Yeah... here's one I posted quite a while back. Every time I listen to this I hear a lot of things I want to go back and fix. I may do this again this summer, when I'm hoping to be able to get the whole band in the studio for a day. It's been a great teacher for me, just a number of issues that show me what not to do next time. One of the good things about the bad balance in this recording (my fault, not the musicians by any means) is that I can hear every single mistake. (There are a lot, most of this stuff is one or two takes)
The rhythm section, trombone and tenor parts were recorded together "live" in the studio over the course of one of the initial sessions, I think this is the 2nd take (I don't think the guitar tremelos were in the 1st take). This piece was written to work for a quintet and big band setting
https://www.dropbox.com/s/n2e7fmnl3j6bt5r/3%20Covenant.aiff?dl=0
In terms of the phasing thing we were discussion earlier, there's a chord with a lot of woodwinds and muted brass at about 2:30. Now, in a room with 13 horns (WWs, muted brass) and a rhythm section separated only by some good baffles, you can get a thick, dense sound (think a big hairy cloud of light grey smoke) out of this chord - but I had to overdub everyone's part and I just couldn't really approximate how this sounds live. This is as close as I could get. I found I could get a little close by messing with the reverb but this made things really unrealistic so I chucked it. When you overdub you miss out on all those luscious under and overtones that instruments produce when they play together in the same room and no amount of knob fiddling will get that in there.
At 2:40 - still some phasing issues here but I tried some pretty severe mic placement to cut down on most of it. Now the room the overdubs were done in was small. You could sit two people abreast in there so getting a realistic spread in the trombones was difficult using the room. So I had one over dub recorded with the mic about 3 feet to the right (so he'd sound like he's on my left) and the other one 3 feet to the opposite side. I added some subtle EQ alterations (and slapped a HP filter on the parts to reduce the room noise) to try and make "me not sound like me". The end result wasn't as bad as I'd hoped, but still needs some work to sound.
The main issue with doing an album like this is that you end up basically close mic-ing everything, so it's hard to get any realistic depth in there - even with the really expensive stuff. This also adds a lot to the lows, which have to be EQ'd out to avoid a really muddy recording, but you have to be judicious in your use of this or you end up with an empty sounding recording. So many of the problems I had could have been easily solved by hiring a section to do the overdubs in front of one or two mics.
I have a notebook full of notes like this - I had meant to go back and re-balance everything, and re-record some of the dubbed parts, but as it looks now, I think I'm just going to focus on the new project and re-record my favorite stuff from this album as a part of that.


Tally up the lines below that carry the word "Image", answering with the figure alone.

* * * * * * *

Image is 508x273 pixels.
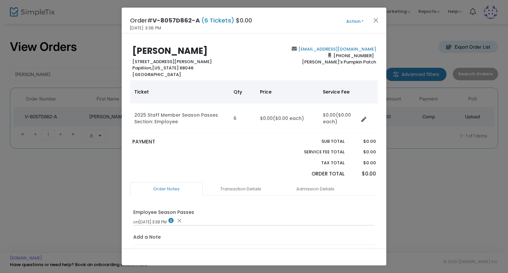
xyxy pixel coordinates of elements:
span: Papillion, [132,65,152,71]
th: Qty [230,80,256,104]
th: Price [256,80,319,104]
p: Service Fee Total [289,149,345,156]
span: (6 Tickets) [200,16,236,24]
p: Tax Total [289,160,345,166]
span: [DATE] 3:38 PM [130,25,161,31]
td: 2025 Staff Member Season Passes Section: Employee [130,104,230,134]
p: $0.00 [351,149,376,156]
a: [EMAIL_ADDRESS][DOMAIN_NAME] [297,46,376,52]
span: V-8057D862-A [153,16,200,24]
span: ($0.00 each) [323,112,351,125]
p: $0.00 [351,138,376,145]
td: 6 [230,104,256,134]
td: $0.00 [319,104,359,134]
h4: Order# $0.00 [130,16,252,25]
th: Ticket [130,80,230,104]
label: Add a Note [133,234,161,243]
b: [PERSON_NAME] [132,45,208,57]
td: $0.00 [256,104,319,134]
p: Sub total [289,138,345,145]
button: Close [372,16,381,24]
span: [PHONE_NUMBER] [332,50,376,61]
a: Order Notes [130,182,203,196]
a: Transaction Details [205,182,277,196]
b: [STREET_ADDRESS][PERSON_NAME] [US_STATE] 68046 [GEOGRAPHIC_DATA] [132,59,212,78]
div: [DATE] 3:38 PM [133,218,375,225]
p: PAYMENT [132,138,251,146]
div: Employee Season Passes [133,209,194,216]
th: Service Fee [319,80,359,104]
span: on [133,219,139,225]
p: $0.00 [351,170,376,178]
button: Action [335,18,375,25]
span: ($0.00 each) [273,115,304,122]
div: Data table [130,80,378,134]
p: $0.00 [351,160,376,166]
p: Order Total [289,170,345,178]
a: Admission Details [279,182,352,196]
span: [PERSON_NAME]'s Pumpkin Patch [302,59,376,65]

* * * * * * *

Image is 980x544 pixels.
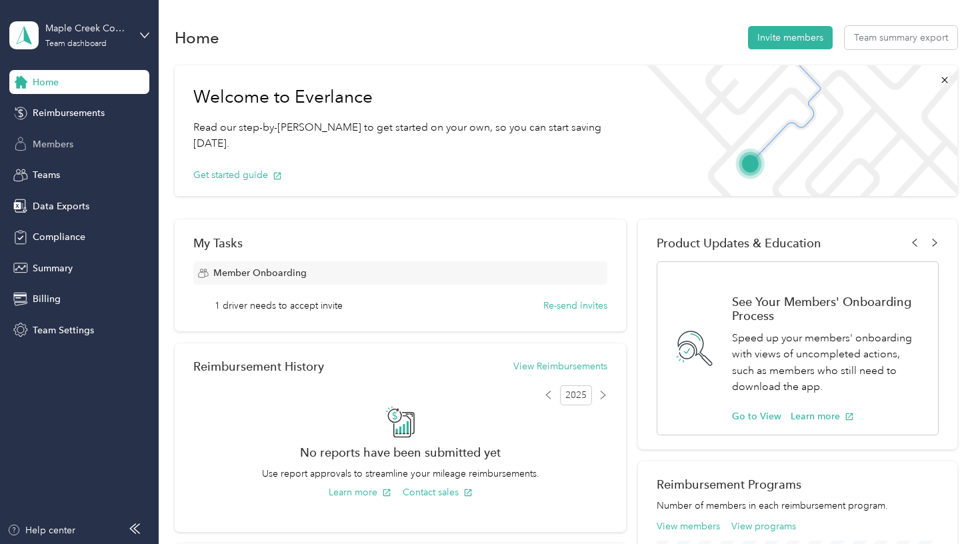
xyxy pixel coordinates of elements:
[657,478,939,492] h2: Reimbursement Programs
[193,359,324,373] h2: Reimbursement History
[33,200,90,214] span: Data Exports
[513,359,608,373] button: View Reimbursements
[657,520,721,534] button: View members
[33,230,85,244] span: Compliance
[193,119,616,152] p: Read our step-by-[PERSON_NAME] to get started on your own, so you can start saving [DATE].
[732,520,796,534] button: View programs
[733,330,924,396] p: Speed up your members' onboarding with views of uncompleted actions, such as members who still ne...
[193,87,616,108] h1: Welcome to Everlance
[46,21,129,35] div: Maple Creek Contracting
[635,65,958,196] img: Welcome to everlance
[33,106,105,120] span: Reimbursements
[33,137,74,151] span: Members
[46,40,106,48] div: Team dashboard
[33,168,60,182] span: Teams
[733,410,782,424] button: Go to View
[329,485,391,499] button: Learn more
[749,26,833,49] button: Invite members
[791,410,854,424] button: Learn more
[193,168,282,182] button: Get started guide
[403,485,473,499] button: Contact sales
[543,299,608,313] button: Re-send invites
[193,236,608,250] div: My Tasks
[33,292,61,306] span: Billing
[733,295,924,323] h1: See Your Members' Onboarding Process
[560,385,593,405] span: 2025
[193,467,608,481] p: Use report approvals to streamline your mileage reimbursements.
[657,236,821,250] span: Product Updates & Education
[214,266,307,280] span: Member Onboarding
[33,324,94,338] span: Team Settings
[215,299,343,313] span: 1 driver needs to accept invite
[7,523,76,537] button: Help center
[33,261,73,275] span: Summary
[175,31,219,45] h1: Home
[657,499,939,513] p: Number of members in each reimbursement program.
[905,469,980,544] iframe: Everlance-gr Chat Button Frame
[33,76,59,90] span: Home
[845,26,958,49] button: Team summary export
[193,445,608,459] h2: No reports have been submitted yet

* * * * * * *

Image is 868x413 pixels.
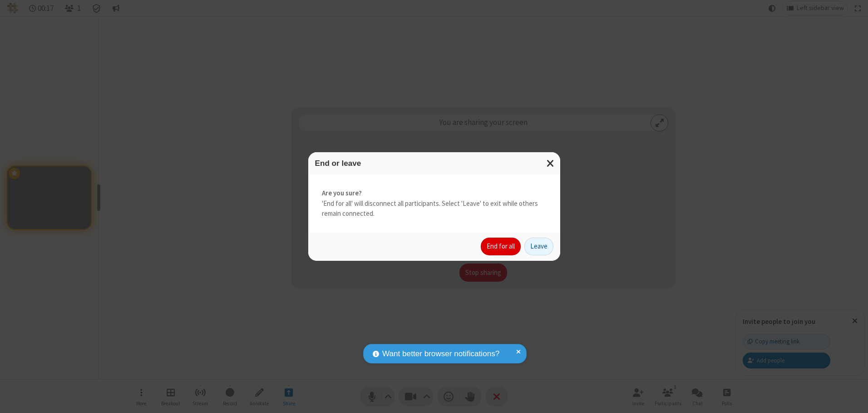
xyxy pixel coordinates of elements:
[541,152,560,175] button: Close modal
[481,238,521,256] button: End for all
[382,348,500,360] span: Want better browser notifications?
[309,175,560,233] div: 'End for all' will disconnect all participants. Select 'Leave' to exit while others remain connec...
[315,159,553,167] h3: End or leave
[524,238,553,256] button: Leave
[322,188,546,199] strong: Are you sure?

* * * * * * *

ANSWER SPACE: 3